Monday 18 June 2012

Russia sends ships, troops to Syria

Source: Russian Warships Ready to Sail to Syria

Russian General Staff announced it will send warships from the Black Sea Fleet to thRussian warshipse Syrian coast. The deployment will protect the Russian logistics base in Tartus, Syria.

“Several warships of the Russian Black Sea Fleet, including large landing ships with marines aboard, are fully prepared to go on the voyage,” the General Staff told Itar-Tass.

The Interfax news agency also reported on Monday that Russia was preparing to send two amphibious assault ships to Tartus. “Two major amphibious ships -- The Nikolai Filchenkov and The Tsezar Kunikov -- are preparing to be dispatched to Tartus outside of their schedule,” the Russian news agency quoted an unidentified officer from the Russian naval headquarters as saying. The two ships will carry a "large" group of marines, Interfax added.

In late May, Russian and Western media reported that the Russian-flagged bulk cargo vessel Professor Katsman docked at the Syrian port of Tartus and delivered weapons to the al-Assad regime.

 

Russia sends ships, troops to Syria

Published Monday, June 18, 2012
Russia is preparing to send two amphibious assault ships to the Syrian port of Tartus where Moscow operates a strategic naval base, the Interfax news agency reported on Monday.
"Two major amphibious ships – The Nikolai Filchenkov and The Tsezar Kunikov – are preparing to be dispatched to Tartus outside of their schedule," the Russian news agency quoted an unidentified officer from the Russian naval headquarters as saying.
The two ships will carry a "large" group of marines, Interfax added.
Russia is reportedly concerned at the threat the violence in Syria is posing to its naval base in Tartus, its only base in the Mediterranean.

The confirmation by a Russian news agency comes as President Vladimir Putin is set to hold talks with US President Barack Obama after a week of Cold War-like recriminations between the two sides over Syria.
The talks at a Group of 20 summit in Mexico will test whether the two leaders can forge a working relationship and find common ground on Syria and other festering disputes.
Suspension of the UN monitoring mission in Syria over the weekend has put added pressure on Obama and Putin, meeting for the first time since the Russian president's re-election, to act decisively to keep the conflict from spiraling into civil war.
But with relations frayed and expectations low on both sides for progress on breaking the deadlock, the stage is set for an uncomfortable meeting in the Pacific resort of Los Cabos.
With the violence in Syria continuing, Obama and Western allies want veto-wielding Moscow to stop shielding Syrian President Bashar Assad from further UN Security Council sanctions aimed at forcing him from power.
But Putin, a former KGB spymaster, is suspicious of US motives especially after the NATO-assisted ouster of Libyan leader Muammar Gaddafi last year, and has offered little sign of softening his stance on Syria.
The seriousness of the rift between Washington and Moscow was underscored last week when Secretary of State Hillary Clinton accused Russia of supplying Assad with attack helicopters. This drew an angry retort from the Kremlin.
"Some people are trying to spoil the atmosphere of these talks," said Yuri Ushakov, Putin's adviser on foreign policy.
He cited not only the arms sale accusation but also a proposed new bill in the U.S. Congress, the so-called "Magnitsky" law, that would target Russian human rights violators, legislation he called "anti-Russian."

Russia also accused the US of supplying arms to Syrian rebels.

Putin focused on another irritant in relations on Thursday, warning ominously of an "appropriate reaction" to US-backed missile defense plans for Europe that Moscow vehemently opposes.

Obama will urge Putin to use his influence with Assad to accept a transition modeled on Yemen's, in which an autocratic president was pushed out, US officials say. Moscow has signaled its opposition to making Assad's exit a pre-condition.

The White House also hopes to placate a key Russian concern. "It's not our goal in Syria to eliminate Russian influence," US deputy national security adviser Ben Rhodes told reporters. Moscow sees it otherwise.

Putin is likely to push for an international "contact group" that would include Iran, which counts Syria as its only real ally in the region. The United States opposes any Iranian role.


_Description of the task_
In the listing below, count the lines with "menu" and report only the figure.

_Data to examine_
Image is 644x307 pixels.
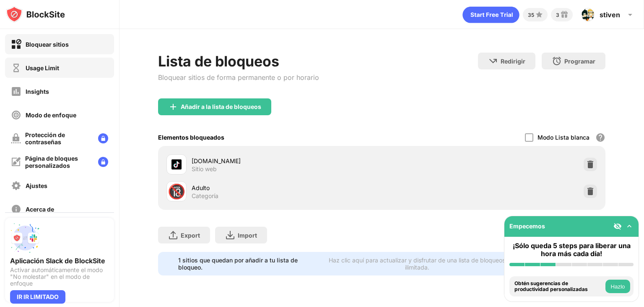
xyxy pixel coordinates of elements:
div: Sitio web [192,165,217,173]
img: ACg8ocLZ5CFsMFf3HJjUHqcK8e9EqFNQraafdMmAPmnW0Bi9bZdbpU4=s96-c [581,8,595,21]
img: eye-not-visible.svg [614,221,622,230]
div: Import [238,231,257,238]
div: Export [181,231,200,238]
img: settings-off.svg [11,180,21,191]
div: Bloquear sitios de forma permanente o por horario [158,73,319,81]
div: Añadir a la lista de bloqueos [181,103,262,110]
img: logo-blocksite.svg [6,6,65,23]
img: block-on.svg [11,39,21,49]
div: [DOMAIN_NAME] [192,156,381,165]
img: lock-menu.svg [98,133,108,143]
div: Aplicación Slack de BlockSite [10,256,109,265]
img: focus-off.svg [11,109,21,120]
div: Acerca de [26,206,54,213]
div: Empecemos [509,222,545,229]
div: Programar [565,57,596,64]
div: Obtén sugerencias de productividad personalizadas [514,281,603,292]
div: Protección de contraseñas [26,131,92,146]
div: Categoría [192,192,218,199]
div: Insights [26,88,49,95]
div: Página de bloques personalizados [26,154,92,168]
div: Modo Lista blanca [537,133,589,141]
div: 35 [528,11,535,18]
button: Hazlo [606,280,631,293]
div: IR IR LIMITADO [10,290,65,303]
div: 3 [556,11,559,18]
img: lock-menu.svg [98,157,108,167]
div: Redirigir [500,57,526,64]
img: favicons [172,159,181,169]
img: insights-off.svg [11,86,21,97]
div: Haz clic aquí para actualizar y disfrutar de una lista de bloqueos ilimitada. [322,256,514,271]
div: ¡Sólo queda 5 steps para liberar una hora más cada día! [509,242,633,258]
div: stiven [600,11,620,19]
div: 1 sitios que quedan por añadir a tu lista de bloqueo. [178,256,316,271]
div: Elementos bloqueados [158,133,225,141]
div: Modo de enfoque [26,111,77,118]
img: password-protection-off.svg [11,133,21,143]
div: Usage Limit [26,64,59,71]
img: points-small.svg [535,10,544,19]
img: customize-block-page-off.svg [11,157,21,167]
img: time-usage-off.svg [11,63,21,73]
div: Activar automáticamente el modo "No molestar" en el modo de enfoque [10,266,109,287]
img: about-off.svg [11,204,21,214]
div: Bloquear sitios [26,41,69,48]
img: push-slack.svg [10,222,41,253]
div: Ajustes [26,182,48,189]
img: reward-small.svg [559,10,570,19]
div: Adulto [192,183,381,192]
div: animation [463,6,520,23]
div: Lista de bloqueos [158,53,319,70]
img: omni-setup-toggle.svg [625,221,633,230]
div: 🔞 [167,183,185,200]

_Output of the exercise_
2